Borland believes the NFL cannot be made safer because structurally it embraces violence.

SHORTLY AFTER HE was drafted by the 49ers in the third round last year, Borland attended the annual rookie orientation put on by the NFL. The league tries to prepare young players for what to expect on and off the field, and it brought in two prominent retired players to give the rookies advice.

"Get yourself a fall guy," Borland says one of the former players advised. The former player, whom Borland declined to name, told the rookies that if they ran into legal trouble, their designated 
fall guy would be there to take the blame and, if necessary, go to jail. "'We'll bail him out,'" Borland says the former player assured them.

Borland was appalled. "I was just sitting there thinking, 'Should I walk out? What am I supposed to do?' " he recalls. He says he didn't leave the room because he didn't want to cause a scene, but the incident stayed with him.

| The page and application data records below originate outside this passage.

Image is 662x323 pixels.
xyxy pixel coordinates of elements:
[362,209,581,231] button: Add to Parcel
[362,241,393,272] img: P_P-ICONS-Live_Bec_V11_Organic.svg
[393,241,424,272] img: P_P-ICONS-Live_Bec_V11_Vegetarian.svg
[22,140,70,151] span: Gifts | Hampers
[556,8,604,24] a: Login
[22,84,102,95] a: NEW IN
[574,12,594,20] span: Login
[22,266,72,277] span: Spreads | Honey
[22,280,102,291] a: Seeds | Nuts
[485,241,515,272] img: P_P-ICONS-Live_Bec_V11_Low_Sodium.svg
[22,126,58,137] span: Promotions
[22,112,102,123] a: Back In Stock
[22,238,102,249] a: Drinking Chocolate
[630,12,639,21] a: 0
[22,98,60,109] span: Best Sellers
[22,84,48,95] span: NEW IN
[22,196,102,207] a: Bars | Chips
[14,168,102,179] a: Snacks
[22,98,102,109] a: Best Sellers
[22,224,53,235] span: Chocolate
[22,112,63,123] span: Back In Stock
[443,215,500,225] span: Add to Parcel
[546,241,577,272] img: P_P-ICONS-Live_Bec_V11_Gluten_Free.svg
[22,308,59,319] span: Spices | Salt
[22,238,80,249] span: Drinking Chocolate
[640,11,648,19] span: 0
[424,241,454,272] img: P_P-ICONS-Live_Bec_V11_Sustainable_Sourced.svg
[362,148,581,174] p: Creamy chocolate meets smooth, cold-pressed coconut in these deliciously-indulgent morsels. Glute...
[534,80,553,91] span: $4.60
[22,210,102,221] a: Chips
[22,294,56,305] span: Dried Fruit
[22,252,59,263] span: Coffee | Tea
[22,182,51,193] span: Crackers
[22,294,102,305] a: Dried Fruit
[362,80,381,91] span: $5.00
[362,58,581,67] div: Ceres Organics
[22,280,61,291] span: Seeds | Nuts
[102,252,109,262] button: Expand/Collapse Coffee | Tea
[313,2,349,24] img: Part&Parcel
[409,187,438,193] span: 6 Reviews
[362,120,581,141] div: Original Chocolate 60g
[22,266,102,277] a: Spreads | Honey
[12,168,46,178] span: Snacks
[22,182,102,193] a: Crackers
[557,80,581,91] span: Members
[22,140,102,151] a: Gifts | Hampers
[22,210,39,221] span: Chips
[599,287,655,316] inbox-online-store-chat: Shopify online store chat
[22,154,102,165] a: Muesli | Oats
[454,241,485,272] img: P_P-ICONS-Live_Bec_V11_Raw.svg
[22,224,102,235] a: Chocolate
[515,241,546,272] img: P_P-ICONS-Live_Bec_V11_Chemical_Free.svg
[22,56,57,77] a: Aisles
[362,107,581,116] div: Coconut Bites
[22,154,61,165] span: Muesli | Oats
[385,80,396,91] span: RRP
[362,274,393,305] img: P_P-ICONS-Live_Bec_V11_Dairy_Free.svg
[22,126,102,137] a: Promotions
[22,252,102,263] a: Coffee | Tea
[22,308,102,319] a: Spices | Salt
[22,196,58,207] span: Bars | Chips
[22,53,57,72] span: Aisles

Borland's only connection to the NFL now is through his friends and his bank account. His financial situation isn't desperate, but it's not what many people think it is. The 49ers paid him $420,000 in salary last year (the NFL minimum) plus his $617,436 signing bonus. Minus taxes and contributions to his charitable trust, he took home about $550,000 -- but still has that bill for more than $463,000 of his signing bonus. Borland, who led the 49ers in tackles last year, used a performance bonus to pay the first installment and still owes more than $300,000, due over the next two years. (It helps that Borland is the Donald Trump of frugality. Despite grossing well over $1 million last year, he rented a room in a Silicon Valley condo for $800 a month. One night he was FaceTiming with his mother, who got a glimpse of the bare walls, the reading lamp on the floor. "Chris, are you in the hospital?" she asked.)

In his own quiet way, Borland is presenting a counter-narrative to the one presented every week during football season -- the narrative created by five TV networks, including ESPN, and myriad websites, publications and talk shows ... the narrative that only $10 billion in revenue can buy. Whether you agree with him or not, the effect is like stepping into a different reality.

Shortly after he retired, Borland was invited to attend the National Summit on Sports Concussion in Los Angeles. Once he accepted, the organizers used his name ("Chris Borland, former NFL player") to promote the event. Borland told them to stop. He didn't want to be seen as endorsing the idea that football can be made safe.

We need to start a grassroots campaign to let him keep the signing bonus.  He definitely earned it last year.